Date: Wed, 1 Jan 2014 11:46:36 -0500
From: Allen Matlins
Subject: Development and Prosperity in Chatham County
Here’s a paragraph from a Special Report in The Economist titled Biodiversity. The bottom line is that wealthier regions sometimes do a better job of protecting and sustaining biodiversity.
“that is thanks to the developments covered in this special report – shifting public attitudes to other species, increasing appreciation of natural environments, legislation to stop the killing of endangered species, programs to eradicate invasive species, more and bigger protected areas for wildlife, subsidies to restore degraded habitat, better sanitation, better regulation of pesticides, decreasing levels of conflict and increasingly effective states implementing conservationist legislation. *All of these become more prevalent as countries get richer*.” The Economist, September 14, 2013, Special Report, Biodiversity, Averting the Sixth Extinction, p.15:
Does upgrading become more prevalent as a county gets richer? Welcome new developments? Continue to work on Haw River and Jordan Lake cleanup? Keep Kudzu out? Control Sevin dust and Coyotes?
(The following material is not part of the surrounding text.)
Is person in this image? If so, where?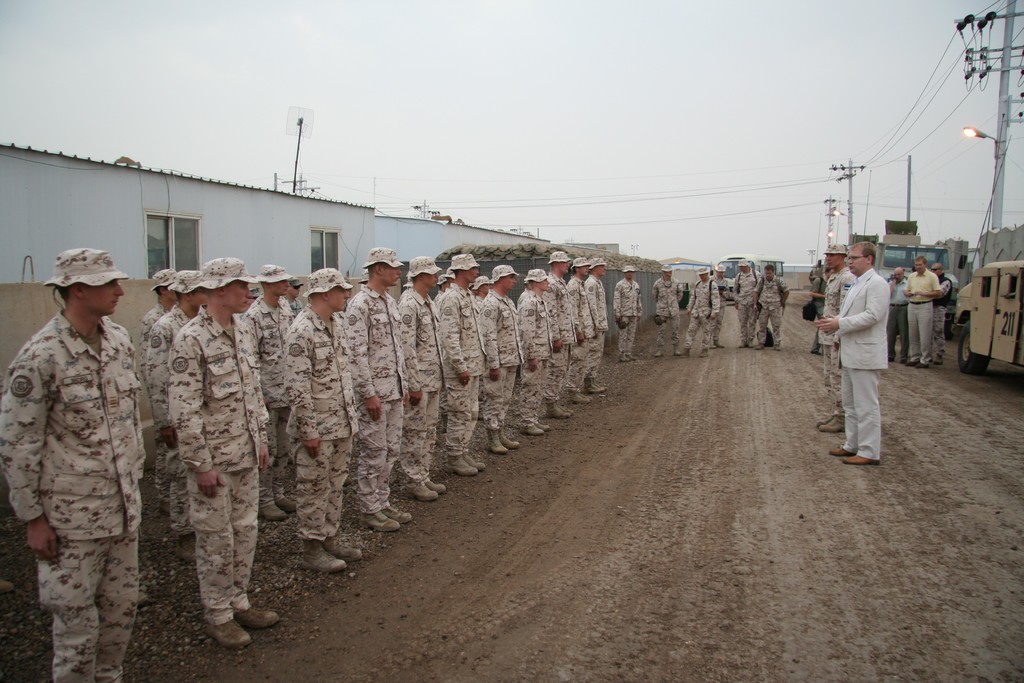
Yes, at (438, 254, 486, 476).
What development and prosperity did the first settlers have in mind when they came here around 1751? Apparently the Catawba Indians were friendly towards the colonists and later served side by side with them fighting the British in our Revolutionary War. How did it turn out for the Catawba?
It’s easy to justify anti-development perspectives as long as one forgets that there’s probably not a single person contributing to this debate who would be here were it not for a long series of developers.